Book Reviews: Do No Harm
Dr Henry Marsh is a former neurosurgeon who has written a couple of books, one of which is the excellent ‘Do No Harm.’
This is the first book I’ve read this year and I’m exceptionally pleased that I picked it out as the first to be read. Henry Marsh writes with clinical precision as he guides us through a prestigious career. However each page of this book is alight with blistering honesty about where the surgeon’s knife ends and where luck takes over.
A few of the chapters are titled with words like ‘Astrocytoma’ and ‘Glioblastoma’, what’s wonderful is that Marsh doesn’t expect his reader to understand these terms. Instead, under each word is a definition and thus the reader can already get a sense of what the chapter will hold in store.
The cases are extremely varied, and each presents the reader with a way of viewing the dangerous but rewarding career of neurosurgery. Marsh’s own view of neurosurgery is extremely bipolar in which we are confronted right the start. On one hand we have the love of neuroanatomy and neurosurgery in general, this is completely evident and the reader is assured that Dr Henry Marsh loved his work and felt and cared deeply for his patients.
However the reader is also confronted with the idea that there are very few who could handle the obligations and responsibilities of the job. From holding someone’s entire life within their hands, to dealing with families who either respect too much, or too little, the surgeon standing in front of them.
The work itself is ridiculously taxing, with surgery being complicated in a variety of ways. No two surgeries are alike, and Marsh takes us through each one and shows how complex neurosurgery is and how much it demands of the surgeon.
The mind is what the brain does, and the scary part of this book, as with so much of the literature on neurology, is that we are all standing on the precipice of mental health. We are all one aneurysm or tumour away from being altered in profound ways. Marsh’s book will humble you, and force you to appreciate neurosurgeons in a way you never thought possible.
But above all, the reader will respect the uncompromising honesty.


Among the entries below, count the lines with "Sites" in them and state the total without comment.

Items from a dataset
== Segment start ==

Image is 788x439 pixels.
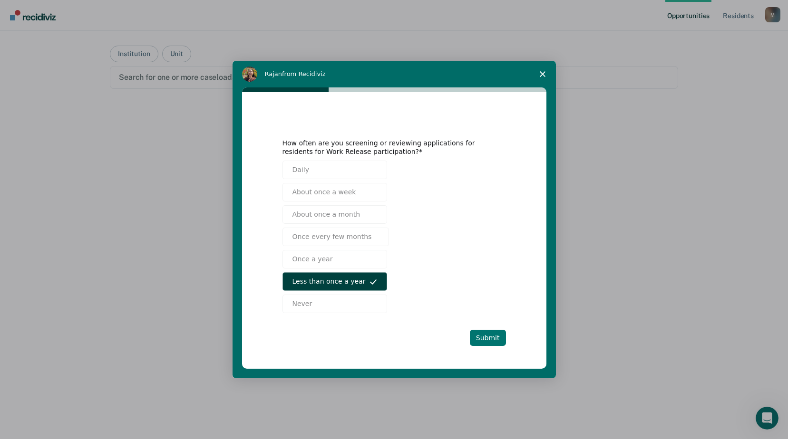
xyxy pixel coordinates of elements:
span: Once a year [292,254,333,264]
span: Less than once a year [292,277,366,287]
button: Less than once a year [282,272,387,291]
span: Daily [292,165,309,175]
span: Rajan [265,70,282,77]
button: Daily [282,161,387,179]
button: Once a year [282,250,387,269]
button: Submit [470,330,506,346]
button: About once a week [282,183,387,202]
span: About once a month [292,210,360,220]
span: from Recidiviz [282,70,326,77]
button: About once a month [282,205,387,224]
button: Once every few months [282,228,389,246]
img: Profile image for Rajan [242,67,257,82]
span: About once a week [292,187,356,197]
span: Never [292,299,312,309]
button: Never [282,295,387,313]
span: Once every few months [292,232,372,242]
div: How often are you screening or reviewing applications for residents for Work Release participation? [282,139,492,156]
span: Close survey [529,61,556,87]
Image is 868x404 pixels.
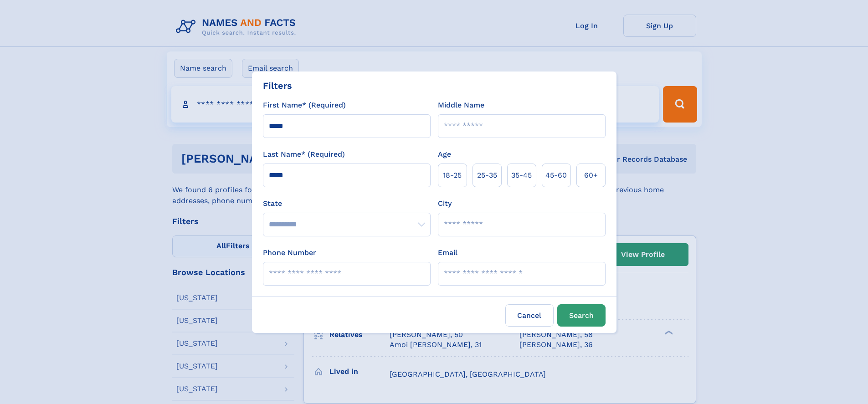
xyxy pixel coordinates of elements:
label: Middle Name [438,100,485,110]
span: 18‑25 [443,170,461,181]
button: Search [557,304,606,327]
span: 25‑35 [477,170,497,181]
label: First Name* (Required) [263,100,346,110]
label: State [263,198,431,209]
label: Phone Number [263,247,316,258]
label: City [438,198,451,209]
label: Cancel [505,304,553,327]
span: 35‑45 [511,170,532,181]
span: 60+ [584,170,597,181]
label: Last Name* (Required) [263,149,345,160]
label: Email [438,247,457,258]
div: Filters [263,79,292,92]
span: 45‑60 [545,170,567,181]
label: Age [438,149,451,160]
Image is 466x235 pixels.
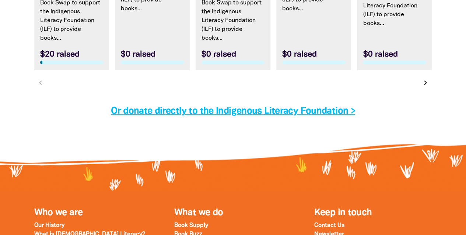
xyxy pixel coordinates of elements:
a: Our History [34,223,64,228]
a: What we do [174,209,223,217]
a: Who we are [34,209,83,217]
a: Contact Us [314,223,344,228]
button: Next page [420,78,430,88]
a: Book Supply [174,223,208,228]
i: chevron_right [421,78,430,87]
a: Or donate directly to the Indigenous Literacy Foundation > [111,107,355,116]
span: Keep in touch [314,209,371,217]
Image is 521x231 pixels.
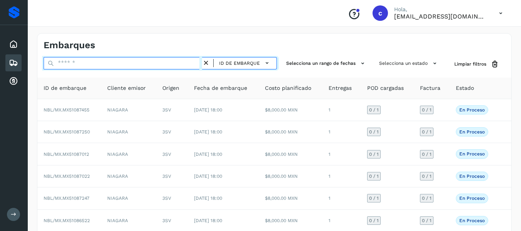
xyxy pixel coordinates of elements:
[459,218,484,223] p: En proceso
[5,36,22,53] div: Inicio
[322,165,361,187] td: 1
[422,129,431,134] span: 0 / 1
[322,99,361,121] td: 1
[101,121,156,143] td: NIAGARA
[367,84,404,92] span: POD cargadas
[101,165,156,187] td: NIAGARA
[194,218,222,223] span: [DATE] 18:00
[420,84,440,92] span: Factura
[44,40,95,51] h4: Embarques
[259,187,322,209] td: $8,000.00 MXN
[422,196,431,200] span: 0 / 1
[259,121,322,143] td: $8,000.00 MXN
[259,165,322,187] td: $8,000.00 MXN
[322,121,361,143] td: 1
[44,173,90,179] span: NBL/MX.MX51087022
[44,195,89,201] span: NBL/MX.MX51087247
[369,174,378,178] span: 0 / 1
[448,57,505,71] button: Limpiar filtros
[194,195,222,201] span: [DATE] 18:00
[322,187,361,209] td: 1
[156,99,188,121] td: 3SV
[322,143,361,165] td: 1
[5,54,22,71] div: Embarques
[156,187,188,209] td: 3SV
[422,152,431,156] span: 0 / 1
[369,108,378,112] span: 0 / 1
[44,218,90,223] span: NBL/MX.MX51086522
[156,165,188,187] td: 3SV
[156,121,188,143] td: 3SV
[459,107,484,113] p: En proceso
[194,107,222,113] span: [DATE] 18:00
[219,60,260,67] span: ID de embarque
[454,61,486,67] span: Limpiar filtros
[194,84,247,92] span: Fecha de embarque
[265,84,311,92] span: Costo planificado
[394,13,486,20] p: cobranza@tms.com.mx
[44,129,90,135] span: NBL/MX.MX51087250
[107,84,146,92] span: Cliente emisor
[328,84,351,92] span: Entregas
[259,143,322,165] td: $8,000.00 MXN
[283,57,370,70] button: Selecciona un rango de fechas
[44,107,89,113] span: NBL/MX.MX51087455
[156,143,188,165] td: 3SV
[259,99,322,121] td: $8,000.00 MXN
[101,143,156,165] td: NIAGARA
[422,218,431,223] span: 0 / 1
[456,84,474,92] span: Estado
[194,173,222,179] span: [DATE] 18:00
[194,129,222,135] span: [DATE] 18:00
[5,73,22,90] div: Cuentas por cobrar
[459,129,484,135] p: En proceso
[459,173,484,179] p: En proceso
[376,57,442,70] button: Selecciona un estado
[369,152,378,156] span: 0 / 1
[369,196,378,200] span: 0 / 1
[101,187,156,209] td: NIAGARA
[369,129,378,134] span: 0 / 1
[459,195,484,201] p: En proceso
[394,6,486,13] p: Hola,
[162,84,179,92] span: Origen
[101,99,156,121] td: NIAGARA
[422,108,431,112] span: 0 / 1
[369,218,378,223] span: 0 / 1
[217,57,273,69] button: ID de embarque
[459,151,484,156] p: En proceso
[422,174,431,178] span: 0 / 1
[194,151,222,157] span: [DATE] 18:00
[44,84,86,92] span: ID de embarque
[44,151,89,157] span: NBL/MX.MX51087012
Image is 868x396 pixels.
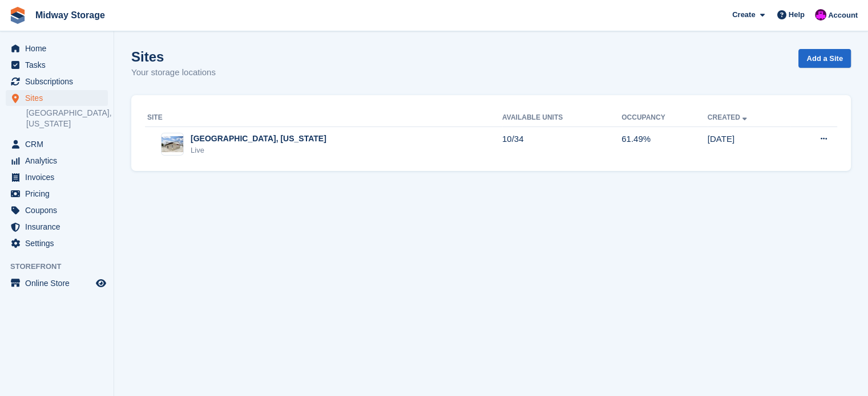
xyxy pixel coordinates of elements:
[6,169,108,185] a: menu
[25,203,94,218] span: Coupons
[25,219,94,235] span: Insurance
[6,136,108,152] a: menu
[798,49,851,68] a: Add a Site
[25,275,94,292] span: Online Store
[828,10,857,21] span: Account
[11,261,113,273] span: Storefront
[191,145,327,156] div: Live
[145,109,502,127] th: Site
[25,236,94,252] span: Settings
[789,9,804,20] span: Help
[6,57,108,73] a: menu
[708,113,749,122] a: Created
[502,126,622,162] td: 10/34
[25,169,94,185] span: Invoices
[6,41,108,57] a: menu
[6,73,108,89] a: menu
[6,90,108,106] a: menu
[25,41,94,57] span: Home
[622,126,708,162] td: 61.49%
[6,236,108,252] a: menu
[6,203,108,218] a: menu
[26,108,108,129] a: [GEOGRAPHIC_DATA], [US_STATE]
[191,133,327,145] div: [GEOGRAPHIC_DATA], [US_STATE]
[6,219,108,235] a: menu
[708,126,789,162] td: [DATE]
[25,57,94,73] span: Tasks
[6,186,108,202] a: menu
[9,7,26,24] img: stora-icon-8386f47178a22dfd0bd8f6a31ec36ba5ce8667c1dd55bd0f319d3a0aa187defe.svg
[31,6,110,24] a: Midway Storage
[6,153,108,169] a: menu
[622,109,708,127] th: Occupancy
[6,275,108,292] a: menu
[502,109,622,127] th: Available Units
[94,277,108,290] a: Preview store
[25,186,94,202] span: Pricing
[814,9,826,20] img: Gordie Sorensen
[732,9,755,20] span: Create
[25,153,94,169] span: Analytics
[25,73,94,89] span: Subscriptions
[25,136,94,152] span: CRM
[25,90,94,106] span: Sites
[132,67,215,79] p: Your storage locations
[162,136,183,153] img: Image of Cedar Falls, Iowa site
[132,49,215,64] h1: Sites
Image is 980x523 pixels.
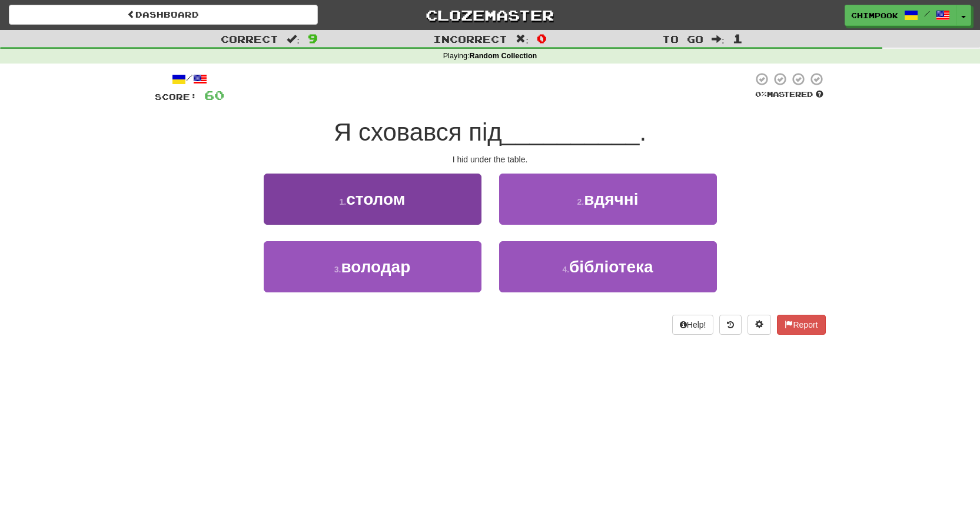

== Segment end ==

Solution to this problem.
2